The next short chapter focuses on walking, considered as a practice that exposes the experience of otherness in the city, to further explore the spatiality of threshold. Porosity becomes a spatial quality, passages become spatial artifacts, and the act of crossing creates thresholds and activates threshold potentialities.

The following chapter presents one of the most critical points of the book’s argument: thresholds mark processes of transformations of social identity. Anthropology has theorized the difficult relationship between self and other as a culturally determined relationship. Approaching otherness (cultural as well as historical) is a crucial problem in social sciences and is equally so in the tactics of habitation. Having an appropriate distance of encounter is necessary for differences to persist without blocking negotiation and mutual understanding. The ability to recognize the appropriate distances in time and space critically influences the theatricality of social interaction. This ability is acquired and improved in the varied conditions of threshold creation. The in-between space of thresholds is explored in this chapter as a potential stage on which encountering otherness means visiting, rehearsing, testing, and exploring it.

The third part of the book brings together the findings of the two former parts to reveal the importance of threshold in understanding the spatial aspects of emancipating practices. The first chapter of the third part focuses on the threshold character of heterotopia. Reformulating Foucault’s definitions of heterotopia, we can consider all spatial experiences that “rehearse” a future of human emancipation as heterotopic. Beyond and against the city of enclaves, heterotopic spaces mark thresholds in space and time where dominant order and control are questioned.

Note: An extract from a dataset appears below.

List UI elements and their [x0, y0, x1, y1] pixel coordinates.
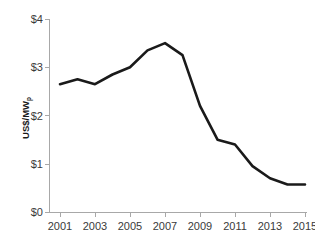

Testing the idea of heterotopias, understood here as thresholds towards radical otherness, the remaining chapters analyze the words, actions, and practices of two exemplary cases where collective identities were put into crisis: the Zapatista rebellion and the December 2008 youth uprising in Athens. Both cases are instructive of how multiple and ambiguous collective experiences—heterotopic experiences—connect with threshold theatricality to produce heterotopic spaces inside and beyond dominant capitalist spaces. This is what a potential city of thresholds may look like.

The social experiments that take place in heterotopias essentially construct the thresholds of otherness that lead into the future. These thresholds, these heterotopias, are bound to the twists of social change. In them, the radical otherness of human emancipation is confronted, approached, and explored. Think of the Paris Commune of 1871, think of the settlements of the pobladores [squatters] in the Chile of Unidad Popular, think of the Lacandon Jungle as a Zapatista heterotopia, or, perhaps, think of the streets of Seattle, Genova, or Athens at the time of huge social protests. All of them are temporary thresholds, all of them are heterotopic gestures towards an emancipating otherness. The city of thresholds becomes the spatial equivalent of collectively inventing the future.